THE FONDAS: A Hollywood Dynasty

By

Pub Date: Jan. 10th, 1990
Publisher: Putnam

Scissors-and-paste bio of the Fonda dynasty, with no visible interviews and not one fresh idea; by the coauthor (with David Horowitz) of the earlier dynasty best-sellers The Rockefellers, The Kennedys, and The Fords. What's there to say after a spate of Fonda books when Collier turns out this tasteless retread of other writers' work? Only that he targets whatever dirt he can find and in no way gets to the heart of Henry, Jane, or Peter Fonda as people or matches Christopher Andersen's thoughtful and hard-digging Citizen Jane (p. 543).
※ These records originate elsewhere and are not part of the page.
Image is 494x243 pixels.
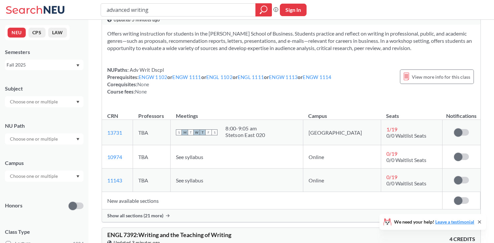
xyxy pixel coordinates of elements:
[386,133,426,139] span: 0/0 Waitlist Seats
[107,113,118,120] div: CRN
[107,177,122,184] a: 11143
[107,232,231,239] span: ENGL 7392 : Writing and the Teaching of Writing
[303,120,381,145] td: [GEOGRAPHIC_DATA]
[303,145,381,169] td: Online
[206,130,211,136] span: F
[7,98,62,106] input: Choose one or multiple
[303,106,381,120] th: Campus
[200,130,206,136] span: T
[394,220,474,225] span: We need your help!
[28,28,46,38] button: CPS
[5,96,83,108] div: Dropdown arrow
[133,120,171,145] td: TBA
[106,4,251,16] input: Class, professor, course number, "phrase"
[8,28,26,38] button: NEU
[5,85,83,92] div: Subject
[386,180,426,187] span: 0/0 Waitlist Seats
[386,151,397,157] span: 0 / 19
[211,130,217,136] span: S
[113,16,160,23] span: Updated 3 minutes ago
[171,106,303,120] th: Meetings
[386,126,397,133] span: 1 / 19
[107,154,122,160] a: 10974
[76,176,80,178] svg: Dropdown arrow
[269,74,298,80] a: ENGW 1113
[225,125,265,132] div: 8:00 - 9:05 am
[5,60,83,70] div: Fall 2025Dropdown arrow
[303,169,381,192] td: Online
[5,171,83,182] div: Dropdown arrow
[5,134,83,145] div: Dropdown arrow
[194,130,200,136] span: W
[102,210,480,222] div: Show all sections (21 more)
[137,81,149,87] span: None
[107,66,332,95] div: NUPaths: Prerequisites: or or or or or Corequisites: Course fees:
[7,61,76,69] div: Fall 2025
[412,73,470,81] span: View more info for this class
[188,130,194,136] span: T
[5,122,83,130] div: NU Path
[260,5,268,15] svg: magnifying glass
[7,173,62,180] input: Choose one or multiple
[7,135,62,143] input: Choose one or multiple
[449,236,475,243] span: 4 CREDITS
[102,192,442,210] td: New available sections
[107,30,475,52] section: Offers writing instruction for students in the [PERSON_NAME] School of Business. Students practic...
[133,145,171,169] td: TBA
[133,106,171,120] th: Professors
[76,101,80,104] svg: Dropdown arrow
[172,74,201,80] a: ENGW 1111
[48,28,67,38] button: LAW
[176,154,203,160] span: See syllabus
[182,130,188,136] span: M
[225,132,265,139] div: Stetson East 020
[107,130,122,136] a: 13731
[176,177,203,184] span: See syllabus
[386,174,397,180] span: 0 / 19
[176,130,182,136] span: S
[133,169,171,192] td: TBA
[435,219,474,225] a: Leave a testimonial
[5,202,22,210] p: Honors
[5,160,83,167] div: Campus
[303,74,331,80] a: ENGW 1114
[280,4,306,16] button: Sign In
[442,106,480,120] th: Notifications
[76,138,80,141] svg: Dropdown arrow
[386,157,426,163] span: 0/0 Waitlist Seats
[255,3,272,16] div: magnifying glass
[5,229,83,236] span: Class Type
[206,74,233,80] a: ENGL 1102
[135,89,147,95] span: None
[76,64,80,67] svg: Dropdown arrow
[5,48,83,56] div: Semesters
[129,67,164,73] span: Adv Writ Dscpl
[107,213,163,219] span: Show all sections (21 more)
[381,106,442,120] th: Seats
[139,74,167,80] a: ENGW 1102
[238,74,264,80] a: ENGL 1111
The story is this: Back in Omaha, young Henry had a domineering father, was excessively shy, accidentally found he could stand up for himself while on stage. Years of summer stock and small parts on the East Coast yielded up only a hit-and-miss marriage to tempestuous fellow actor Margaret Sullavan. Henry lost her to Broadway genius Jed Harris, followed her to Hollywood, and watched her star rise while he played humbler roles that eventually revealed that he had ""the great American face."" His second marriage, which produced Jane and Peter, ended with his wealthy wife Frances's suicide in a sanitarium. By that time, Jane and Peter had broken themselves against their father's emotionless exterior. Henry's four following marriages did little to get the blood flowing warmly among the Fondas. Only Jane's roping of Henry into playing her emotionless father in On Golden Pond gave them the breakthrough that knit the family. Meanwhile, Peter is seen on the downslide since his fabulous hit Easy Rider, while Jane's life with Roger Vadim and later Tom Hayden is covered routinely. Her work is slighted, and the best role of her career, in Harriet Arnow's The Dollmaker, in which she more or less played her father, is mentioned only as having been filmed. This is a book about actors? Wastepaper.